I completely agree. Watching the video of the project, I was struck by that, of how that ‘fraction of a moment’ really caught people unawares. It caught me too, twice – when a man riding pillion on a motorbike is busy trying to capture this on camera; and when, at a signal, a man peeks into the ‘window’ of one of the houses. And right there, you had the futility of capturing a moment and the power of living it. It was a telling reflection too of the physicality of space and the intangibility of the memory of that space. ‘Spatial experiences have a lot to do with my artistic practices. Only because of that spatial concern, I came to promenade theatre from the proscenium architectural closet. Theatre and performance are part of architectures. In certain nuanced times, house and home were interchangeably usable; likewise, body and house seems to do the same. From a small town in Assam to Santiniketan, then Baroda and New Delhi, the transformation of spaces caught my eyes.
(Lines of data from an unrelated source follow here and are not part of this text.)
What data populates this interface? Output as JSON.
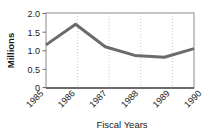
{
  "chart_data": {
    "type": "line",
    "title": "",
    "xlabel": "Fiscal Years",
    "ylabel": "Millions",
    "categories": [
      "1985",
      "1986",
      "1987",
      "1988",
      "1989",
      "1990"
    ],
    "values": [
      1.15,
      1.7,
      1.1,
      0.87,
      0.82,
      1.05
    ],
    "series": [
      {
        "name": "Millions",
        "values": [
          1.15,
          1.7,
          1.1,
          0.87,
          0.82,
          1.05
        ]
      }
    ],
    "ylim": [
      0,
      2.0
    ],
    "yticks": [
      "0",
      "0.5",
      "1.0",
      "1.5",
      "2.0"
    ],
    "ytick_values": [
      0,
      0.5,
      1.0,
      1.5,
      2.0
    ],
    "grid": "vertical-dotted",
    "legend": "none",
    "line_color": "#6b6b6b",
    "frame_color": "#8c8c8c",
    "grid_color": "#bdbdbd",
    "background": "#ffffff"
  },
  "axes": {
    "y_title": "Millions",
    "x_title": "Fiscal Years",
    "y_tick_labels": [
      "2.0",
      "1.5",
      "1.0",
      "0.5",
      "0"
    ],
    "x_tick_labels": [
      "1985",
      "1986",
      "1987",
      "1988",
      "1989",
      "1990"
    ]
  }
}
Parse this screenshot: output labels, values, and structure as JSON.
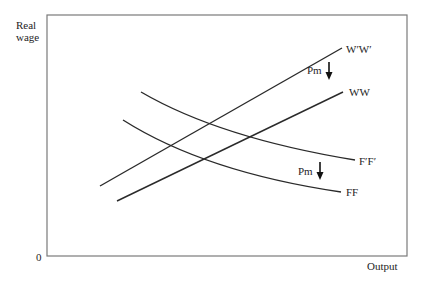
{
  "axes": {
    "y_label_line1": "Real",
    "y_label_line2": "wage",
    "x_label": "Output",
    "origin_label": "0"
  },
  "curves": [
    {
      "id": "wpwp",
      "label": "W′W′",
      "type": "line",
      "points": [
        [
          100,
          186
        ],
        [
          342,
          48
        ]
      ]
    },
    {
      "id": "ww",
      "label": "WW",
      "type": "line",
      "points": [
        [
          117,
          201
        ],
        [
          343,
          92
        ]
      ]
    },
    {
      "id": "fpfp",
      "label": "F′F′",
      "type": "curve",
      "points": [
        [
          141,
          92
        ],
        [
          240,
          130
        ],
        [
          355,
          160
        ]
      ]
    },
    {
      "id": "ff",
      "label": "FF",
      "type": "curve",
      "points": [
        [
          123,
          120
        ],
        [
          220,
          170
        ],
        [
          341,
          192
        ]
      ]
    }
  ],
  "annotations": [
    {
      "id": "pm-upper",
      "label": "Pm",
      "direction": "down"
    },
    {
      "id": "pm-lower",
      "label": "Pm",
      "direction": "down"
    }
  ],
  "colors": {
    "line": "#2a2a2a",
    "frame": "#7a7a7a"
  }
}
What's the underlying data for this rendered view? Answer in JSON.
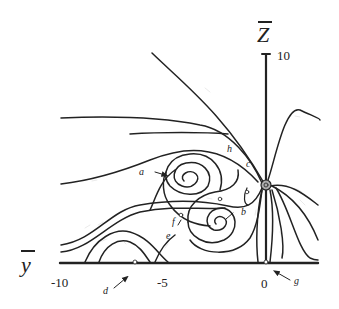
{
  "figure": {
    "type": "streamline-topology",
    "x_axis": {
      "name": "y",
      "overbar": true,
      "ticks": [
        {
          "value": -10,
          "label": "-10"
        },
        {
          "value": -5,
          "label": "-5"
        },
        {
          "value": 0,
          "label": "0"
        }
      ]
    },
    "z_axis": {
      "name": "Z",
      "overbar": true,
      "ticks": [
        {
          "value": 10,
          "label": "10"
        }
      ]
    },
    "point_labels": {
      "a": "a",
      "b": "b",
      "c": "c",
      "d": "d",
      "e": "e",
      "f": "f",
      "g": "g",
      "h": "h"
    },
    "colors": {
      "line": "#222222",
      "background": "#ffffff"
    }
  }
}
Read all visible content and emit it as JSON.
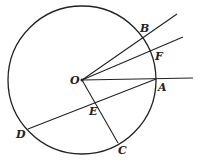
{
  "diagram": {
    "circle": {
      "cx": 82,
      "cy": 80,
      "r": 74
    },
    "center_label": "O",
    "points": [
      {
        "id": "A",
        "label": "A",
        "x": 156,
        "y": 79,
        "lx": 158,
        "ly": 91
      },
      {
        "id": "B",
        "label": "B",
        "x": 143,
        "y": 38,
        "lx": 140,
        "ly": 32
      },
      {
        "id": "F",
        "label": "F",
        "x": 153,
        "y": 52,
        "lx": 155,
        "ly": 60
      },
      {
        "id": "C",
        "label": "C",
        "x": 118,
        "y": 143,
        "lx": 118,
        "ly": 154
      },
      {
        "id": "D",
        "label": "D",
        "x": 28,
        "y": 129,
        "lx": 16,
        "ly": 138
      },
      {
        "id": "E",
        "label": "E",
        "x": 95,
        "y": 101,
        "lx": 89,
        "ly": 115
      }
    ],
    "segments": [
      {
        "name": "ray-OB",
        "x1": 82,
        "y1": 80,
        "x2": 177,
        "y2": 14
      },
      {
        "name": "ray-OF",
        "x1": 82,
        "y1": 80,
        "x2": 183,
        "y2": 37
      },
      {
        "name": "ray-OA",
        "x1": 82,
        "y1": 80,
        "x2": 193,
        "y2": 78
      },
      {
        "name": "chord-DA",
        "x1": 28,
        "y1": 129,
        "x2": 156,
        "y2": 79
      },
      {
        "name": "segment-OC",
        "x1": 82,
        "y1": 80,
        "x2": 118,
        "y2": 143
      }
    ]
  }
}
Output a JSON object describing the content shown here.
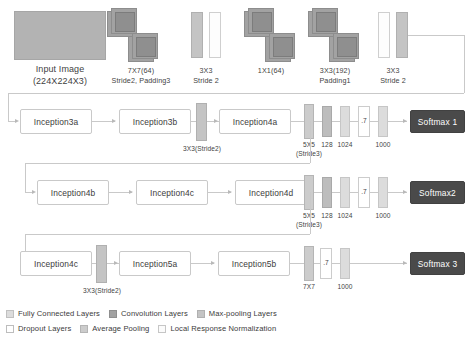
{
  "diagram": {
    "colors": {
      "fully_connected": "#dcdcdc",
      "convolution": "#a2a2a2",
      "max_pooling": "#c4c4c4",
      "dropout": "#ffffff",
      "average_pooling": "#cccccc",
      "local_response_normalization": "#fdfdfd",
      "softmax_box": "#4a4a4a",
      "wire": "#c9c9c9",
      "input_image": "#b3b3b3"
    }
  },
  "stem": {
    "input": {
      "line1": "Input Image",
      "line2": "(224X224X3)"
    },
    "conv1": {
      "line1": "7X7(64)",
      "line2": "Stride2, Padding3"
    },
    "pool1": {
      "line1": "3X3",
      "line2": "Stride 2"
    },
    "conv2": {
      "line1": "1X1(64)",
      "line2": ""
    },
    "conv3": {
      "line1": "3X3(192)",
      "line2": "Padding1"
    },
    "pool2": {
      "line1": "3X3",
      "line2": "Stride 2"
    }
  },
  "row1": {
    "blocks": [
      {
        "label": "Inception3a"
      },
      {
        "label": "Inception3b"
      },
      {
        "label": "Inception4a"
      }
    ],
    "pool_label": "3X3(Stride2)",
    "aux": {
      "pool": {
        "line1": "5X5",
        "line2": "(Stride3)"
      },
      "conv": "128",
      "fc": "1024",
      "dropout": ".7",
      "out": "1000",
      "softmax": "Softmax 1"
    }
  },
  "row2": {
    "blocks": [
      {
        "label": "Inception4b"
      },
      {
        "label": "Inception4c"
      },
      {
        "label": "Inception4d"
      }
    ],
    "aux": {
      "pool": {
        "line1": "5X5",
        "line2": "(Stride3)"
      },
      "conv": "128",
      "fc": "1024",
      "dropout": ".7",
      "out": "1000",
      "softmax": "Softmax2"
    }
  },
  "row3": {
    "blocks": [
      {
        "label": "Inception4c"
      },
      {
        "label": "Inception5a"
      },
      {
        "label": "Inception5b"
      }
    ],
    "pool_label": "3X3(Stride2)",
    "head": {
      "pool": "7X7",
      "dropout": ".7",
      "out": "1000",
      "softmax": "Softmax 3"
    }
  },
  "legend": {
    "row1": [
      {
        "name": "fully-connected-layers",
        "label": "Fully Connected Layers",
        "color": "#dcdcdc",
        "border": "#c0c0c0"
      },
      {
        "name": "convolution-layers",
        "label": "Convolution Layers",
        "color": "#a2a2a2",
        "border": "#8f8f8f"
      },
      {
        "name": "max-pooling-layers",
        "label": "Max-pooling Layers",
        "color": "#c4c4c4",
        "border": "#b0b0b0"
      }
    ],
    "row2": [
      {
        "name": "dropout-layers",
        "label": "Dropout Layers",
        "color": "#ffffff",
        "border": "#bdbdbd"
      },
      {
        "name": "average-pooling",
        "label": "Average Pooling",
        "color": "#cccccc",
        "border": "#b5b5b5"
      },
      {
        "name": "local-response-normalization",
        "label": "Local Response Normalization",
        "color": "#fbfbfb",
        "border": "#c6c6c6"
      }
    ]
  }
}
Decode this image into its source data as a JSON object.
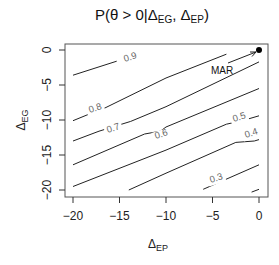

In this post-globalised state of being it is even more interesting, because we belong to a constantly shifting space in time,’ says Samudra.
The nature of performance art too, in India, belongs to a ‘constantly shifting space’ as it struggles to construct and deconstruct its own identity. ‘How public is public art? In one way we say that performance art is meant for all, and then we expect an expert viewing from a trained audience. We do not have a healthy environment for discourses. We do not have a trained spectator. Now, I do not know how to train a “spectator”… maybe doing is the only way,’ he says, and adds, ‘One more thing, we are highly affected by a lack of tolerance. We are not learned enough to tolerate the ideas of others. Every time a performance artist is forced to define “what is performance art”, it is a big pain. In fact, no other form of art is questioned each time it takes place. Existence itself could be a definition for performance, but we are not ready yet to accept this.’
Samudra echoes the sentiments of many, especially in the current jingoistic climate of morals and beliefs. But somewhere in the interview, when Samudra talks about his work, he says this: ‘I am also fond of nonsense. In all my works, many times, I deliberately keep a moment for nonsense. It gives me immense pleasure.’
As it would Lewis Carroll, too; and as it would do for us too, if we only stopped to see that sometimes it is the best state of mind to be in, whether one is talking about space, body, house or country. And that is Samudra’s biggest success that the Disposable House made (and makes) us stop.